We promise that it is only a coincidence that we are posting about Yank cover girls two days in a row. As it happens, today’s subject, Patricia Dane (Thelma Patricia Pippins, 1917-1995) is probably the more significant of the two.
Dane was a Florida native who studied for three years at the University of Alabama before moving to New York to be a model at the age of 21. Her beauty was often compared to that of Hedy Lamarr’s, not an asset to be taken lightly, so she moved to Hollywood in 1941, where she was contracted by MGM. A chorus part in Ziegfeld Girl (1941) was her first screen role. A supporting role in Life Begins for Andy Hardy (1941) was her first proper speaking part. Comedy fans may know her from Rio Rita (1942) with Abbott and Costello and I Dood It (1943) with Red Skelton. Other pictures of the time included Johnny Eager (1941), Somewhere I’ll Find You (1942), and Northwest Rangers (1942). Grand Central Murder (1942) was probably her high water mark, a mystery thrilled in which she co-starred with Van Heflin, the only movie in which she had a lead role.
Then, as happened all too often back then, this brief but promising beginning was thwarted — by marriage. It’s always the most vexing when you read about women sacrificing their careers in order to marry…and then the damn marriage proves unsuccessful, as it almost always does, in show business anyway. After all, this is Hollywood, where people are promiscuous, flirtatious, and prone to partying, all of which spawns fights, fights, fights, both among couples and among rivals. Naturally it’s not true of everyone, but it’s true of plenty, and it was true of Patricia Dane and her husband Tommy Dorsey, the famous bandleader whom she’d married in 1943. The pair frequently made the scandal sheets. On one occasion in 1944 the pair were arrested following a brawl at a party where Jon Hall lost part of his nose to a knife blade. On top of this, Dorsey was constantly on the road, leading to three separations and finally an official divorce in 1947.
At this time she resumed her career as best she could, with fairly decent sized supporting roles in Republic’s Joe Palooka in Fighting Mad (1948) and the carnival musical Are You With It? (1948), in which she was billed beneath Donald O’Connor, Olga San Juan, Martha Stewart, and Walter Catlett. Bit parts in The Road to Bali (1952) with Hope and Crosby and the boxing drama The Harder They Fall (1956, Bogart’s last picture) rounded out her career. Dorsey (whom she’d remained close to) died in 1956, leaving her some money, upon which she retired.
In 1973 Dane returned to her Florida hometown, moved in with her elderly mother, and got a job at the local library. She died just over 20 years later.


## EXERCISE DESCRIPTION
Nothing but the text of the listing, repeated exactly, belongs in the answer; leave the images out.
[Start of section]
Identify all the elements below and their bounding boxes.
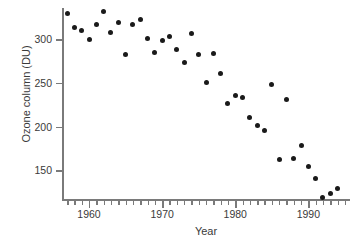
x-tick-1974 bbox=[191, 201, 192, 205]
data-point bbox=[160, 38, 165, 43]
x-tick-1982 bbox=[250, 201, 251, 205]
data-point bbox=[313, 176, 318, 181]
data-point bbox=[240, 95, 245, 100]
x-tick-1978 bbox=[221, 201, 222, 205]
data-point bbox=[182, 60, 187, 65]
x-tick-label-1960: 1960 bbox=[69, 209, 109, 220]
x-tick-1995 bbox=[345, 201, 346, 205]
x-tick-1967 bbox=[140, 201, 141, 205]
x-tick-1994 bbox=[338, 201, 339, 205]
x-tick-1993 bbox=[330, 201, 331, 205]
x-tick-1976 bbox=[206, 201, 207, 205]
x-tick-label-1980: 1980 bbox=[215, 209, 255, 220]
data-point bbox=[196, 52, 201, 57]
x-tick-1975 bbox=[199, 201, 200, 205]
data-point bbox=[204, 80, 209, 85]
x-tick-1960 bbox=[89, 201, 90, 208]
x-tick-1988 bbox=[294, 201, 295, 205]
y-tick-label-200: 200 bbox=[12, 122, 52, 133]
x-tick-1986 bbox=[279, 201, 280, 205]
x-tick-label-1990: 1990 bbox=[288, 209, 328, 220]
x-tick-1970 bbox=[162, 201, 163, 208]
data-point bbox=[65, 11, 70, 16]
data-point bbox=[138, 17, 143, 22]
y-tick-label-250: 250 bbox=[12, 78, 52, 89]
x-tick-label-1970: 1970 bbox=[142, 209, 182, 220]
data-point bbox=[262, 128, 267, 133]
data-point bbox=[233, 93, 238, 98]
x-tick-1972 bbox=[177, 201, 178, 205]
data-point bbox=[174, 47, 179, 52]
data-point bbox=[189, 31, 194, 36]
x-tick-1962 bbox=[104, 201, 105, 205]
data-point bbox=[255, 123, 260, 128]
x-tick-1959 bbox=[82, 201, 83, 205]
plot-area bbox=[62, 8, 350, 200]
data-point bbox=[277, 157, 282, 162]
x-tick-1971 bbox=[169, 201, 170, 205]
data-point bbox=[123, 52, 128, 57]
x-tick-1990 bbox=[308, 201, 309, 208]
x-tick-1964 bbox=[118, 201, 119, 205]
x-tick-1963 bbox=[111, 201, 112, 205]
x-tick-1992 bbox=[323, 201, 324, 205]
x-tick-1965 bbox=[126, 201, 127, 205]
x-tick-1987 bbox=[286, 201, 287, 205]
x-tick-1977 bbox=[213, 201, 214, 205]
x-tick-1985 bbox=[272, 201, 273, 205]
x-axis-title: Year bbox=[62, 225, 350, 237]
x-tick-1989 bbox=[301, 201, 302, 205]
x-tick-1973 bbox=[184, 201, 185, 205]
x-tick-1969 bbox=[155, 201, 156, 205]
y-axis-title: Ozone column (DU) bbox=[20, 19, 32, 169]
x-tick-1980 bbox=[235, 201, 236, 208]
data-point bbox=[284, 97, 289, 102]
x-tick-1984 bbox=[264, 201, 265, 205]
x-tick-1991 bbox=[316, 201, 317, 205]
x-tick-1968 bbox=[148, 201, 149, 205]
data-point bbox=[299, 143, 304, 148]
y-tick-label-150: 150 bbox=[12, 165, 52, 176]
ozone-column-scatter-chart: 150200250300 1960197019801990 Ozone colu… bbox=[0, 0, 360, 247]
y-tick-label-300: 300 bbox=[12, 34, 52, 45]
data-point bbox=[72, 25, 77, 30]
x-tick-1983 bbox=[257, 201, 258, 205]
data-point bbox=[211, 51, 216, 56]
data-point bbox=[94, 22, 99, 27]
x-tick-1958 bbox=[74, 201, 75, 205]
x-tick-1957 bbox=[67, 201, 68, 205]
x-tick-1981 bbox=[243, 201, 244, 205]
x-tick-1961 bbox=[96, 201, 97, 205]
data-point bbox=[87, 37, 92, 42]
x-tick-1966 bbox=[133, 201, 134, 205]
x-tick-1979 bbox=[228, 201, 229, 205]
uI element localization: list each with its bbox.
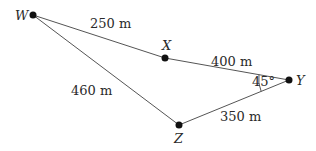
point-y xyxy=(286,77,293,84)
point-label-z: Z xyxy=(173,131,184,146)
point-label-w: W xyxy=(15,8,30,23)
point-x xyxy=(162,55,169,62)
segment-w-z xyxy=(33,15,179,125)
length-label-w-x: 250 m xyxy=(90,16,131,31)
point-label-x: X xyxy=(161,38,172,53)
point-z xyxy=(176,122,183,129)
length-label-w-z: 460 m xyxy=(71,83,112,98)
angle-label-y: 45° xyxy=(252,74,275,89)
point-w xyxy=(30,12,37,19)
triangle-diagram: W X Y Z 250 m 400 m 460 m 350 m 45° xyxy=(0,0,316,151)
point-label-y: Y xyxy=(296,73,306,88)
length-label-x-y: 400 m xyxy=(211,54,252,69)
length-label-z-y: 350 m xyxy=(220,109,261,124)
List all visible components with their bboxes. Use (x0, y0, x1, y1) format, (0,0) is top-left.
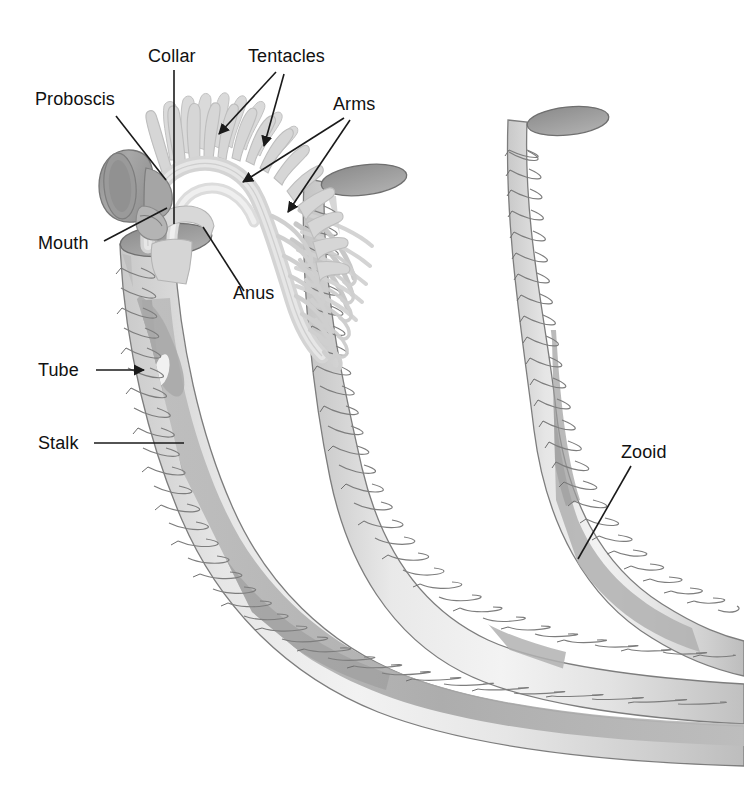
[End of section]
## REPLY
Identify all the elements below and their bounding boxes.
x-tick-1974 bbox=[191, 201, 192, 205]
data-point bbox=[160, 38, 165, 43]
x-tick-1982 bbox=[250, 201, 251, 205]
data-point bbox=[313, 176, 318, 181]
data-point bbox=[240, 95, 245, 100]
x-tick-1978 bbox=[221, 201, 222, 205]
data-point bbox=[182, 60, 187, 65]
x-tick-label-1960: 1960 bbox=[69, 209, 109, 220]
x-tick-1995 bbox=[345, 201, 346, 205]
x-tick-1967 bbox=[140, 201, 141, 205]
x-tick-1994 bbox=[338, 201, 339, 205]
x-tick-1993 bbox=[330, 201, 331, 205]
x-tick-1976 bbox=[206, 201, 207, 205]
x-tick-label-1980: 1980 bbox=[215, 209, 255, 220]
data-point bbox=[196, 52, 201, 57]
x-tick-1975 bbox=[199, 201, 200, 205]
data-point bbox=[204, 80, 209, 85]
x-tick-1960 bbox=[89, 201, 90, 208]
x-tick-1988 bbox=[294, 201, 295, 205]
y-tick-label-200: 200 bbox=[12, 122, 52, 133]
x-tick-1986 bbox=[279, 201, 280, 205]
x-tick-label-1990: 1990 bbox=[288, 209, 328, 220]
x-tick-1970 bbox=[162, 201, 163, 208]
data-point bbox=[65, 11, 70, 16]
data-point bbox=[138, 17, 143, 22]
y-tick-label-250: 250 bbox=[12, 78, 52, 89]
x-tick-label-1970: 1970 bbox=[142, 209, 182, 220]
data-point bbox=[262, 128, 267, 133]
data-point bbox=[233, 93, 238, 98]
x-tick-1972 bbox=[177, 201, 178, 205]
data-point bbox=[174, 47, 179, 52]
data-point bbox=[189, 31, 194, 36]
x-tick-1962 bbox=[104, 201, 105, 205]
data-point bbox=[255, 123, 260, 128]
x-tick-1959 bbox=[82, 201, 83, 205]
plot-area bbox=[62, 8, 350, 200]
data-point bbox=[277, 157, 282, 162]
x-tick-1971 bbox=[169, 201, 170, 205]
data-point bbox=[123, 52, 128, 57]
x-tick-1990 bbox=[308, 201, 309, 208]
x-tick-1964 bbox=[118, 201, 119, 205]
x-tick-1963 bbox=[111, 201, 112, 205]
x-tick-1992 bbox=[323, 201, 324, 205]
x-tick-1965 bbox=[126, 201, 127, 205]
x-tick-1987 bbox=[286, 201, 287, 205]
x-tick-1977 bbox=[213, 201, 214, 205]
x-tick-1985 bbox=[272, 201, 273, 205]
x-axis-title: Year bbox=[62, 225, 350, 237]
x-tick-1989 bbox=[301, 201, 302, 205]
x-tick-1973 bbox=[184, 201, 185, 205]
x-tick-1969 bbox=[155, 201, 156, 205]
y-axis-title: Ozone column (DU) bbox=[20, 19, 32, 169]
x-tick-1980 bbox=[235, 201, 236, 208]
data-point bbox=[284, 97, 289, 102]
x-tick-1984 bbox=[264, 201, 265, 205]
x-tick-1991 bbox=[316, 201, 317, 205]
x-tick-1968 bbox=[148, 201, 149, 205]
data-point bbox=[299, 143, 304, 148]
y-tick-label-150: 150 bbox=[12, 165, 52, 176]
ozone-column-scatter-chart: 150200250300 1960197019801990 Ozone colu… bbox=[0, 0, 360, 247]
y-tick-label-300: 300 bbox=[12, 34, 52, 45]
data-point bbox=[72, 25, 77, 30]
x-tick-1983 bbox=[257, 201, 258, 205]
data-point bbox=[211, 51, 216, 56]
data-point bbox=[94, 22, 99, 27]
x-tick-1958 bbox=[74, 201, 75, 205]
x-tick-1957 bbox=[67, 201, 68, 205]
x-tick-1981 bbox=[243, 201, 244, 205]
x-tick-1961 bbox=[96, 201, 97, 205]
data-point bbox=[87, 37, 92, 42]
x-tick-1966 bbox=[133, 201, 134, 205]
x-tick-1979 bbox=[228, 201, 229, 205]
uI element localization: list each with its bbox.
point-y xyxy=(286,77,293,84)
point-label-z: Z xyxy=(173,131,184,146)
point-label-w: W xyxy=(15,8,30,23)
point-x xyxy=(162,55,169,62)
segment-w-z xyxy=(33,15,179,125)
length-label-w-x: 250 m xyxy=(90,16,131,31)
point-label-x: X xyxy=(161,38,172,53)
point-z xyxy=(176,122,183,129)
length-label-w-z: 460 m xyxy=(71,83,112,98)
angle-label-y: 45° xyxy=(252,74,275,89)
point-w xyxy=(30,12,37,19)
triangle-diagram: W X Y Z 250 m 400 m 460 m 350 m 45° xyxy=(0,0,316,151)
point-label-y: Y xyxy=(296,73,306,88)
length-label-x-y: 400 m xyxy=(211,54,252,69)
length-label-z-y: 350 m xyxy=(220,109,261,124)
List all visible components with their bboxes. Use (x0, y0, x1, y1) format, (0,0) is top-left.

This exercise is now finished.